There are four of them, settled into a kind of ledge in the side of the valley: big old villas set back from the road a little way. A wall runs along the roadside there, and over it spill the branches of trees from the gardens. The driveways are closed off with wrought-iron gates.
The house I have come to see—the house I grew up in—is the nearest of the four. Its pale pink walls, mottled with shade and rain and age, are just visible from the place I’ve reached on the road, and I stop for a moment, uncertain. The rain has eased a little more as I’ve walked, and now it is only a fine drizzle which draws across the valley in gentle billows when caught by the breeze.
I feel a stab of doubt. Do I really want to do this? There isn’t the time; I should turn myself around and get back to London at once, before I get—caught up here.
I stand on the road and let the feelings run their course. They are a kind of panic, but I reassure myself that there is nothing to panic about. While this is happening, the house hangs there in front of me in the drizzle as if suspended, until at last all my quick doubts and panics are swallowed up in watching it, seeing how it looks there through the slow gusts and curtains of vapour that drift from the tree branches. The little spasm of emotions is quenched, and I feel as if someone has taken my clenched fist and soothed it into compliance with cool, soft clay. I take a breath, and go on again. Before long I am at the gate.
In the rain, the garden is gloomy. The high walls and the over- arching branches and deep shade of the dark trees there cast everything into shadows. It is a shock, this first sight of it—more of a shock than it would have been if there had been bright sunlight and sharp, fluttering coins of light between the leaves of the trees. The shock, I suppose, comes because this is always how I think of the place: a dark, secretive, heavy place, gloomy and withdrawn, kept from the thick and dusty sunlight of the rest of the valley by tall walls and gates.
I push the gate open. The driveway, under a canopy of branches, is sprinkled now with wild grasses and weeds. In the borders, the rosemary and lavender that my mother planted have run to huge, unkempt masses, thick with fallen twigs and debris from the trees. The scent of them, and of wet fir needles and soil and bark, is heavy in the air, like molasses or yeast. I blink at the strength of it.
Don’t you remember these? she says. They’re rosemary. Here. Smell.
It has rained in the night. Just before it becomes light—a thunderstorm. Everything seems to tremble as the thunder rolls up from the sea. There must be lightning too, but I don’t look. I lie awake in my room at the top of the house with my eyes tightly shut. Maybe I can fool the storm into passing me by. And eventually it does, and I hear it grumbling its way on up the coast. I stay awake until it is time to get up.
Thunderstorms scare me.
Coming outside after breakfast, I find my mother on her knees at the side of the house. She has a trowel in one hand, and she’s turning out small plants from a potting tray. She has spread an old sack on the ground to keep her knees dry, and it’s scattered with loose earth. In the border in front of her the soil has been cleared for a space on either side of her, and in the gap there are holes, dug neatly.

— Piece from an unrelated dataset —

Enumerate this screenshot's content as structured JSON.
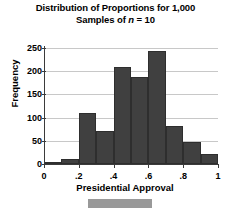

“I’m going to get them in while the ground’s wet,” she says, looking up at me. “It’s better for them that way.” She is a little out of breath.
“What are they?” I ask.
“Don’t you remember these? They’re rosemary. We took them as cuttings from the big bush at the bottom of the drive.”
My father has come round the side of the house now. He is wear- ing the clean, pale clothes he always seems to wear. Today they are: pale tan trousers, a white shirt with thin rusty-reddish lines running down it, and canvas-coloured braces over his shoulders. His shoes are a sandy colour, like his hair. “What’s Mummy doing, Alex?” he asks. He is smiling.